Generally, an infectious disease is defined as a communicable disease whose primary cause is a biological agent such as a bacterium, virus, or parasite. Consequently, this kind of disease requires both a biological agent and a mode of transmission.

Overview of Malaria: Transmission and Symptoms

An example of an infectious disease that is most prevalent across the globe is malaria, which is primarily a mosquito-borne disease affecting humans and other animals. Malaria is caused by parasitic microorganisms known as protozoans and is transmitted through the bite of an infected female Anopheles mosquito. Through the bite, the female mosquito introduces the organisms from its saliva into the circulatory system of an individual.

Some of the most common symptoms of this communicable disease include muscle aches, chills, fatigue, fever, diarrhea, jaundice, nausea and vomiting, and anemia ("Water-related Diseases," 2001). Malaria can develop into a severe cerebral form that may progress to death if it is not promptly and effectively treated. Currently, malaria is one of the five major causes of death, particularly among children under the age of five in Africa and other parts of the world. The disease is widespread in tropical and subtropical countries, including South-East Asia, the forested zones of South America, and sub-Saharan Africa.

WHO-Recommended Antimalarial Treatments

Given the scope of its severity, various measures have been taken to combat malaria, particularly through nursing interventions.

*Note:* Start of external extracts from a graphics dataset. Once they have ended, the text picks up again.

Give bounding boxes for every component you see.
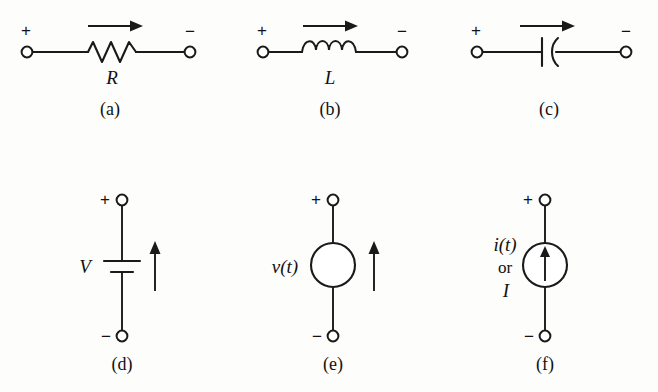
- terminal-right-c: [621, 47, 632, 58]
- caption-a: (a): [100, 100, 120, 118]
- caption-c: (c): [539, 100, 559, 118]
- polarity-minus-b: −: [397, 23, 407, 40]
- terminal-bottom-f: [540, 331, 551, 342]
- element-label-or: or: [498, 259, 512, 276]
- polarity-minus-c: −: [621, 23, 631, 40]
- current-arrow-d-head: [150, 241, 161, 254]
- element-label-it: i(t): [493, 235, 516, 254]
- caption-f: (f): [536, 355, 554, 373]
- terminal-right-a: [185, 47, 196, 58]
- polarity-plus-b: +: [257, 22, 267, 39]
- polarity-plus-d: +: [100, 191, 110, 208]
- terminal-bottom-d: [117, 331, 128, 342]
- polarity-minus-d: −: [101, 328, 111, 345]
- polarity-plus-c: +: [471, 22, 481, 39]
- terminal-top-f: [540, 195, 551, 206]
- panel-e-voltage-source-symbol: [311, 195, 380, 342]
- polarity-minus-e: −: [312, 328, 322, 345]
- caption-e: (e): [323, 355, 343, 373]
- current-arrow-e-head: [369, 241, 380, 254]
- panel-d-battery-symbol: [104, 195, 161, 342]
- element-label-v: V: [79, 257, 91, 276]
- element-label-l: L: [325, 68, 336, 87]
- caption-b: (b): [320, 100, 341, 118]
- polarity-minus-f: −: [524, 328, 534, 345]
- panel-a-resistor-symbol: [22, 21, 196, 63]
- current-arrow-a-head: [130, 21, 143, 32]
- resistor-zigzag: [88, 42, 136, 62]
- current-arrow-b-head: [345, 21, 358, 32]
- terminal-top-d: [117, 195, 128, 206]
- caption-d: (d): [112, 355, 133, 373]
- polarity-minus-a: −: [185, 23, 195, 40]
- element-label-r: R: [106, 68, 118, 87]
- inductor-coils: [302, 41, 356, 52]
- panel-b-inductor-symbol: [258, 21, 408, 58]
- polarity-plus-f: +: [523, 191, 533, 208]
- terminal-left-b: [258, 47, 269, 58]
- terminal-top-e: [328, 195, 339, 206]
- element-label-i-dc: I: [503, 281, 509, 300]
- current-arrow-c-head: [562, 21, 575, 32]
- element-label-vt: v(t): [272, 257, 298, 276]
- terminal-left-a: [22, 47, 33, 58]
- polarity-plus-e: +: [311, 191, 321, 208]
- vsource-circle: [311, 243, 355, 287]
- circuit-figure: + − R (a) + − L (b) + − (c) + − V (d) + …: [0, 0, 658, 392]
- terminal-left-c: [472, 47, 483, 58]
- panel-f-current-source-symbol: [523, 195, 567, 342]
- circuit-svg: [0, 0, 658, 392]
- terminal-right-b: [397, 47, 408, 58]
- polarity-plus-a: +: [21, 22, 31, 39]
- panel-c-capacitor-symbol: [472, 21, 632, 67]
- terminal-bottom-e: [328, 331, 339, 342]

Nursing diagnosis for this infectious disease is based on the specific signs and symptoms presented by each patient. One primary nursing intervention involves the early and appropriate administration of antimalarial medication for patients who show no signs of complications. Antimalarial medication is selected on the basis of drug sensitivities of the malaria parasites in the affected area.

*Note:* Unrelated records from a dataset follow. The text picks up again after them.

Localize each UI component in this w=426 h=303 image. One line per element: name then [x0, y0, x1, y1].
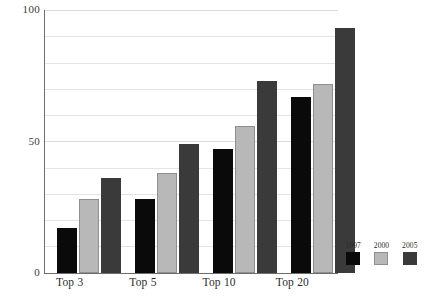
y-tick-label-100: 100	[2, 4, 40, 15]
bar-1997-top-10[interactable]	[213, 149, 233, 273]
y-tick-label-0: 0	[2, 267, 40, 278]
bar-2000-top-20[interactable]	[313, 84, 333, 273]
bars-layer	[45, 10, 338, 273]
bar-1997-top-3[interactable]	[57, 228, 77, 273]
legend-swatch-2000	[374, 252, 388, 265]
legend: 1997 2000 2005	[341, 241, 426, 265]
legend-item-2005[interactable]: 2005	[398, 241, 422, 265]
x-tick-label-top-20: Top 20	[264, 276, 337, 296]
y-axis: 100 50 0	[0, 0, 40, 303]
bar-group-top-5	[123, 10, 201, 273]
legend-swatch-2005	[403, 252, 417, 265]
legend-swatch-1997	[346, 252, 360, 265]
plot-area	[44, 10, 338, 274]
bar-chart: 100 50 0	[0, 0, 426, 303]
bar-2005-top-10[interactable]	[257, 81, 277, 273]
x-tick-label-top-5: Top 5	[117, 276, 190, 296]
bar-2000-top-5[interactable]	[157, 173, 177, 273]
legend-item-2000[interactable]: 2000	[369, 241, 393, 265]
bar-2005-top-3[interactable]	[101, 178, 121, 273]
bar-group-top-3	[45, 10, 123, 273]
x-tick-label-top-3: Top 3	[44, 276, 117, 296]
bar-2000-top-3[interactable]	[79, 199, 99, 273]
y-tick-label-50: 50	[2, 136, 40, 147]
bar-2000-top-10[interactable]	[235, 126, 255, 273]
bar-2005-top-5[interactable]	[179, 144, 199, 273]
legend-label-2005: 2005	[402, 241, 417, 250]
bar-group-top-20	[279, 10, 357, 273]
legend-label-1997: 1997	[345, 241, 360, 250]
bar-1997-top-20[interactable]	[291, 97, 311, 273]
bar-1997-top-5[interactable]	[135, 199, 155, 273]
x-tick-label-top-10: Top 10	[191, 276, 264, 296]
legend-label-2000: 2000	[374, 241, 389, 250]
bar-group-top-10	[201, 10, 279, 273]
x-axis: Top 3 Top 5 Top 10 Top 20	[44, 276, 337, 296]
bar-2005-top-20[interactable]	[335, 28, 355, 273]
legend-item-1997[interactable]: 1997	[341, 241, 365, 265]
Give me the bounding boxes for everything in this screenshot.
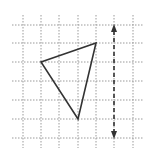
grid-lines <box>12 15 143 148</box>
grid-diagram <box>0 0 151 158</box>
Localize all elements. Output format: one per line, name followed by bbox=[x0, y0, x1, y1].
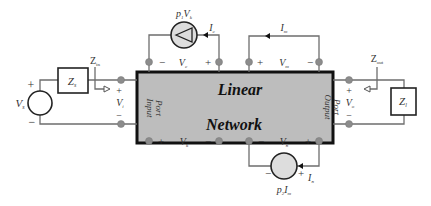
p2-minus: − bbox=[265, 167, 271, 179]
source-label: Vs bbox=[15, 97, 25, 110]
linear-network-block: Linear Network Input Port Output Port bbox=[137, 72, 342, 143]
vc-node-right bbox=[216, 59, 223, 66]
vi-label: Vi bbox=[116, 97, 124, 109]
in-label: In bbox=[307, 172, 314, 184]
vo-plus: + bbox=[346, 85, 352, 96]
vn-node-right bbox=[316, 138, 323, 145]
p2im-label: p2Im bbox=[276, 184, 292, 196]
linear-network-diagram: Linear Network Input Port Output Port Zs… bbox=[0, 0, 431, 206]
zout-label: Zout bbox=[371, 53, 384, 65]
output-port-label: Output Port bbox=[323, 94, 342, 120]
vn-minus: − bbox=[258, 135, 264, 147]
svg-text:Output: Output bbox=[323, 94, 333, 120]
vm-minus: − bbox=[307, 56, 313, 68]
p1vk-label: p1Vk bbox=[175, 8, 193, 20]
vo-label: Vo bbox=[346, 97, 355, 109]
network-title-line1: Linear bbox=[217, 81, 263, 98]
vn-plus: + bbox=[305, 135, 311, 147]
vm-label: Vm bbox=[279, 57, 289, 69]
vc-node-left bbox=[146, 59, 153, 66]
output-circuit: Zl Zout + Vo − bbox=[333, 53, 416, 128]
current-im-branch: Im + Vm − bbox=[246, 22, 323, 72]
vm-plus: + bbox=[257, 56, 263, 68]
vk-minus: − bbox=[205, 135, 211, 147]
vk-node-right bbox=[216, 138, 223, 145]
source-minus: − bbox=[29, 115, 36, 129]
input-node-bottom bbox=[118, 121, 125, 128]
im-label: Im bbox=[280, 22, 288, 34]
dependent-voltage-source: − + In p2Im − Vn + bbox=[246, 135, 323, 196]
vc-label: Vc bbox=[179, 57, 188, 69]
svg-text:Port: Port bbox=[332, 98, 342, 116]
zin-label: Zin bbox=[90, 55, 100, 67]
output-node-top bbox=[346, 77, 353, 84]
input-circuit: Zs + − Vs Zin + Vi − bbox=[15, 55, 137, 129]
vc-plus: + bbox=[205, 56, 211, 68]
vm-node-right bbox=[316, 59, 323, 66]
voltage-source-icon bbox=[28, 91, 52, 115]
output-node-bottom bbox=[346, 121, 353, 128]
vk-plus: + bbox=[158, 135, 164, 147]
ic-label: Ic bbox=[208, 22, 215, 34]
input-node-top bbox=[118, 77, 125, 84]
vk-port: + Vk − bbox=[146, 135, 223, 148]
zin-arrow-icon bbox=[104, 86, 110, 92]
p2-plus: + bbox=[298, 167, 304, 179]
vk-node-left bbox=[146, 138, 153, 145]
vo-minus: − bbox=[346, 110, 352, 121]
source-plus: + bbox=[28, 78, 35, 92]
vn-node-left bbox=[246, 138, 253, 145]
im-arrow-icon bbox=[265, 33, 270, 39]
ic-arrow-icon bbox=[203, 32, 208, 38]
zout-arrow-icon bbox=[364, 86, 370, 92]
vi-plus: + bbox=[116, 85, 122, 96]
vc-minus: − bbox=[159, 56, 165, 68]
network-title-line2: Network bbox=[205, 116, 262, 133]
svg-text:Port: Port bbox=[154, 99, 164, 117]
svg-text:Input: Input bbox=[145, 98, 155, 118]
dependent-current-source: p1Vk Ic − Vc + bbox=[146, 8, 223, 72]
input-port-label: Input Port bbox=[145, 98, 164, 118]
vm-node-left bbox=[246, 59, 253, 66]
voltage-source-dependent-icon bbox=[271, 153, 297, 179]
vi-minus: − bbox=[116, 110, 122, 121]
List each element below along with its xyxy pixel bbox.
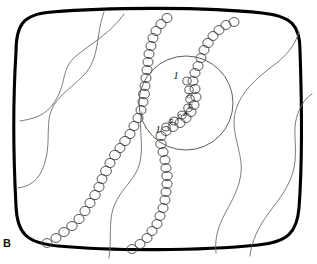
contour-line-1 (20, 14, 124, 121)
label-2: 2 (186, 91, 191, 100)
label-5: 5 (174, 112, 183, 121)
contour-line-3 (109, 112, 142, 258)
label-3: 3 (187, 101, 194, 111)
label-1-lower: 1 (155, 123, 161, 135)
contour-line-2 (18, 12, 104, 188)
magnified-region-circle (139, 56, 233, 150)
bead-chain-left (42, 13, 172, 247)
contour-line-4 (216, 32, 299, 253)
panel-letter-b: B (3, 238, 11, 249)
figure-canvas: 1234561 (0, 0, 317, 264)
figure-panel-b: 1234561 B (0, 0, 317, 264)
label-1-upper: 1 (173, 69, 179, 81)
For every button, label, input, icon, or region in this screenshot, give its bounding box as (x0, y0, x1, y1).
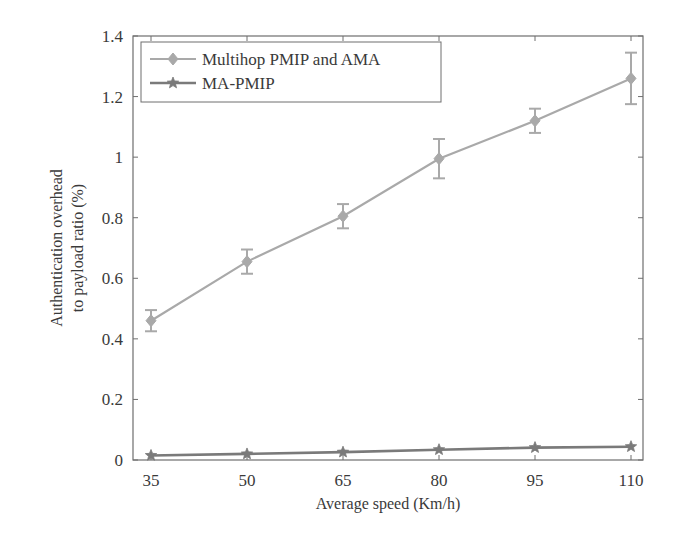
series-line (151, 447, 631, 456)
star-marker (433, 444, 444, 455)
y-tick-label: 1.4 (102, 27, 124, 46)
series-line (151, 78, 631, 320)
star-marker (529, 442, 540, 453)
legend-label: MA-PMIP (202, 74, 275, 93)
y-axis-title: Authentication overhead to payload ratio… (48, 169, 87, 327)
x-axis-title: Average speed (Km/h) (316, 495, 461, 513)
x-tick-label: 35 (143, 471, 160, 490)
x-tick-label: 110 (619, 471, 644, 490)
legend: Multihop PMIP and AMAMA-PMIP (141, 42, 441, 102)
y-axis-title-line1: Authentication overhead (48, 169, 65, 327)
y-axis-title-line2: to payload ratio (%) (69, 184, 87, 312)
y-tick-label: 1.2 (102, 88, 123, 107)
diamond-marker (242, 256, 252, 268)
y-tick-label: 1 (115, 148, 124, 167)
y-tick-label: 0.8 (102, 209, 123, 228)
line-chart: 3550658095110 00.20.40.60.811.21.4 Multi… (0, 0, 691, 550)
y-tick-label: 0.4 (102, 330, 124, 349)
y-tick-label: 0.2 (102, 390, 123, 409)
diamond-marker (338, 210, 348, 222)
x-tick-label: 95 (527, 471, 544, 490)
x-tick-label: 80 (431, 471, 448, 490)
legend-label: Multihop PMIP and AMA (202, 50, 381, 69)
y-tick-label: 0.6 (102, 269, 123, 288)
x-tick-label: 65 (335, 471, 352, 490)
series-layer (145, 53, 637, 461)
diamond-marker (626, 72, 636, 84)
diamond-marker (146, 315, 156, 327)
x-axis-ticks: 3550658095110 (143, 36, 644, 490)
diamond-marker (530, 115, 540, 127)
diamond-marker (434, 153, 444, 165)
y-tick-label: 0 (115, 451, 124, 470)
x-tick-label: 50 (239, 471, 256, 490)
series-ma-pmip (145, 441, 636, 461)
star-marker (625, 441, 636, 452)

The World Health Organization has recommended the use of artemisinin-based combination treatments as first-line therapy for falciparum malaria ("Nursing Care for Malaria Patients," n.d.). Other recommended treatments include clindamycin for pregnant women and children, and quinine combined with doxycycline for non-pregnant adults and older children. Notably, the use of antimalarial treatments for uncomplicated malaria is carried out following a malaria rapid diagnostic test, which examines the presence of malaria antigens in a patient's blood.

1 Locked Section · 110 words remaining
Sign up to read this section

Patient Monitoring and Supportive Nursing Care · 110 words

"Monitoring, education, and psychosocial support roles"

You’re 76% through this paper. Sign up to read the remaining 1 section.

Sign Up Now — Instant Access Already a member? Log in
130,000+ paper examples AI writing assistant Citation generator Cancel anytime
Key Concepts in This Paper
Malaria Transmission Nursing Interventions Antimalarial Therapy Artemisinin Combination Patient Monitoring Public Health Surveillance Communicable Disease Anopheles Mosquito Health Education Psychosocial Support
Cite This Paper
PaperDue. (2026). Malaria as an Infectious Disease: Nursing Interventions. PaperDue. https://www.paperdue.com/study-guide/malaria-infectious-disease-nursing-interventions-186877

Always verify citation format against your institution’s current style guide requirements.